(The early Soviet Union moved from abolishing marriage in favour of cohabitation to actively promoting it; the official stance on abortion, IIRC, flipped several times; and while the equilibrium was extremely prudish—“there is no sex in the USSR”—the adult literacy campaign of the first decade was not above commissioning and printing a literal porn ABC if it got the job done.)
I mean, they are totalitarian governments, they are defined by asserting control over the totality of people’s lives. But the fixation on sex, in particular, seems to go beyond that, and yet it’s fairly universal among them.
(If you have read Orwell and Zamjatin [which, let’s be honest, are nearly the same book] but not Moscow 2042, I highly recommend picking that up as well—the bizarre sexual Zeitgeist of the ripe Soviet state is much more vivid there than in the “serious” dystopian works. Though I don’t really know if it’s readable without at least an extensive set of footnotes, and given that it’s supposed to be bitterly funny that might be missing the point.)
Sex is how workers create workers, a means of production. So of course they try to seize control of it.

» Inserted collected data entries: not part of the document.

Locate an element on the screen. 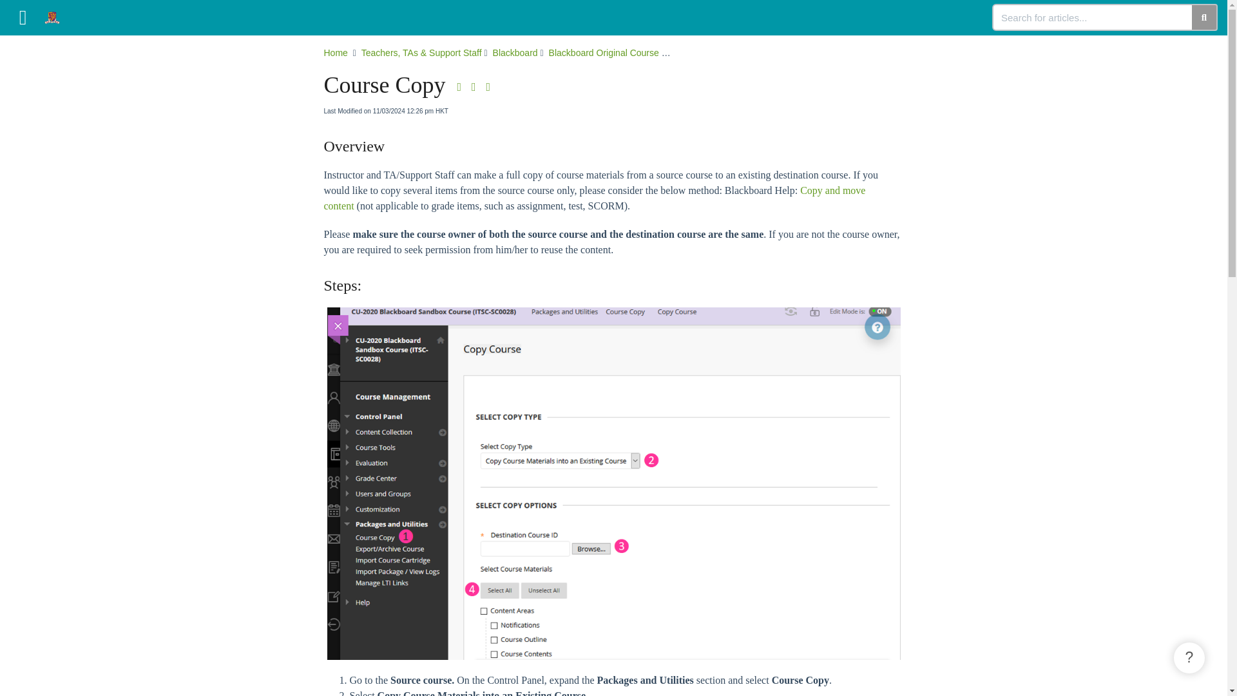 The width and height of the screenshot is (1237, 696). Search is located at coordinates (1205, 17).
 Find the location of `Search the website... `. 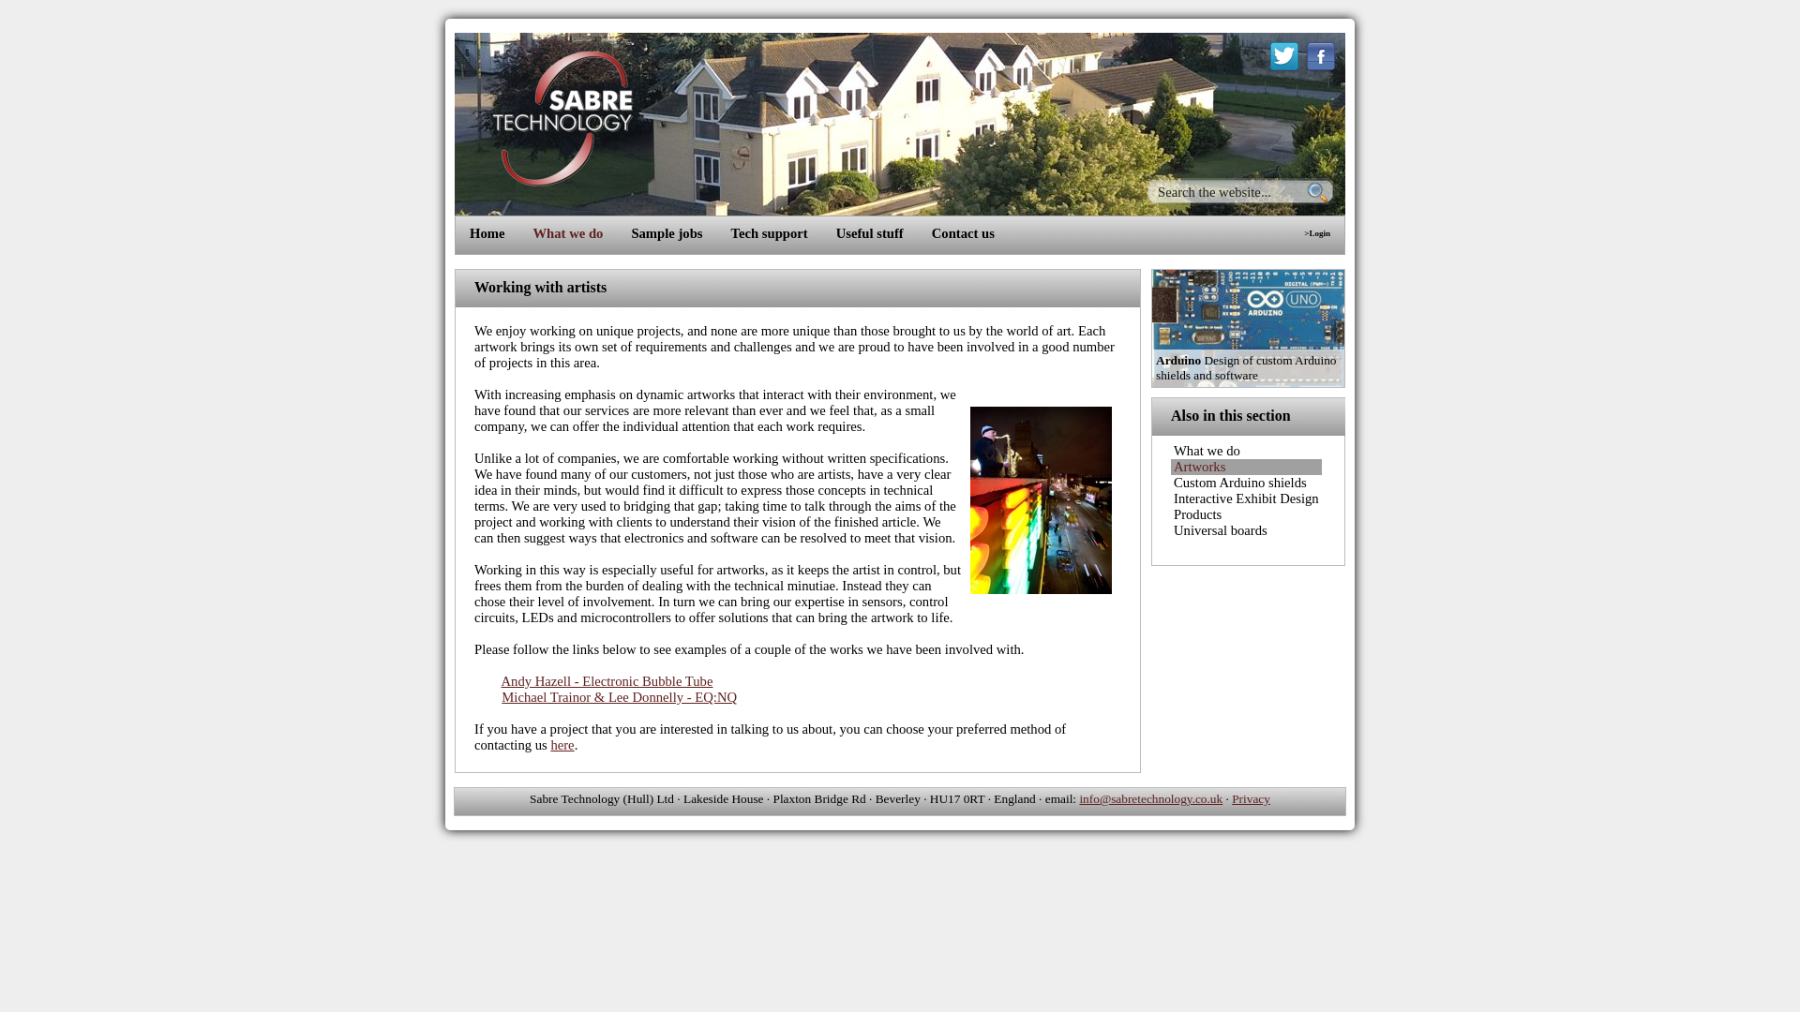

Search the website...  is located at coordinates (1230, 192).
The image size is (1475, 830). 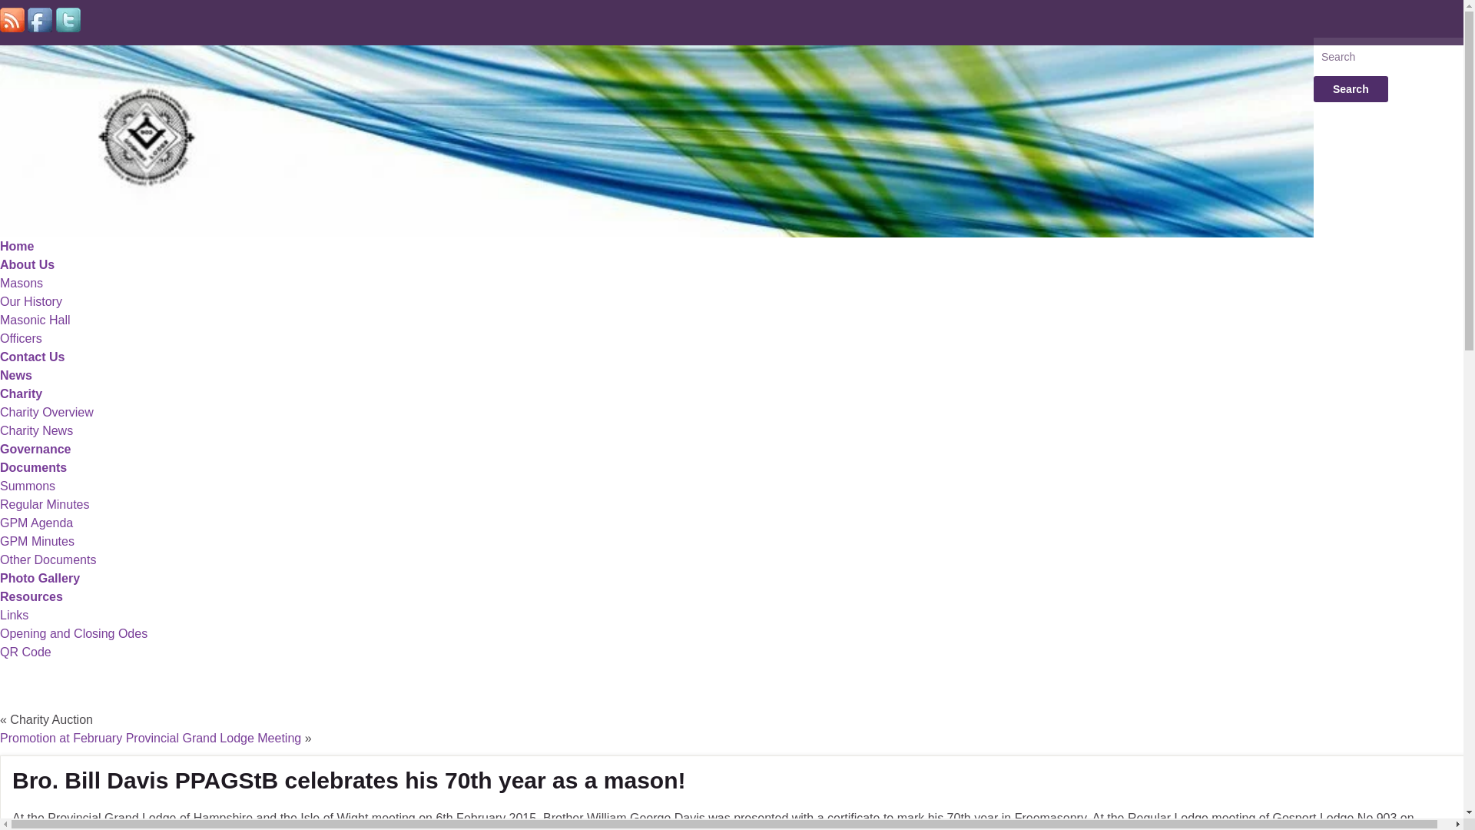 What do you see at coordinates (22, 393) in the screenshot?
I see `Charity` at bounding box center [22, 393].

Sure, you’re supposed to read the foundational documents, think the old state was evil, say the dictatorship of the proletariat is coming, etc., but more often than not you’re paying lip service to the person who is apathetically droning out a butchered retelling of the whole thing. Occasionally they are actual starry-eyed devotees of the idea, but just what that idea is is somehow less important than uttering The Idea in hushed and reverent tones. (I promise I was not going for this Arendtian twist, it just came out.) More often than not, though, a position of ideological enforcer is more indicative of skill in navigating a slime pit of backstabbing bureaucrats than anything else. (There’s a reason why career man is one of the vilest late-Soviet curses—now extinct, funnily enough.) Hell, the very name of the state is a sad joke—the eponymous sovjets (literally, councils [of workers and farmers], but supposed to be local governments rather than advisory councils) were all but neutered by the end of the first decade if not earlier.
So, no. I don’t expect that the proclaimed ideology has much to do with it.
(None of this is to be taken as a defense of 19th-century German political philosophy as a viable economic strategy, mind you.)
Basically, the kind of people who rose to the top of a system like the Soviet Union are control freaks, and they acted accordingly.
> What I sometimes call Marx’s Fallacy is that if we burnt down the current system, some group of people who optimized for things other than power would naturally rise to the top. Wrong. People who most brutally and nakedly optimized for power would gain power; that's what “optimize” means.
I was only saying that the surface implications of the “means of production” rhetoric don’t really matter once you have Lenin in power, because that rhetoric is not what drives his actions. I took your previous comment to mean that they did. (That is not to say that the whole Russian anti-autocracy movement since 1815 was a power grab, even if a pie-in-the-sky gentleman anarchist introducing and promoting terrorism in European polite society[2] sounds a bit bizarre to modern sensibilities. Recall the Russian Empire had a serfdom system essentially equivalent to domestic slavery up until 1861.)
Still, though, my original puzzlement in this thread is that sex, specifically, seems to have even more importance to control freak governments than would generically be expected given their control freak nature. Little importance is given to the citizens’ diet, for example, or clothing, and even art is hit and miss, but sex is somehow always at the forefront (even if nobody says the word). Maybe it’s human passions in general?.. I don’t know, I don’t see it.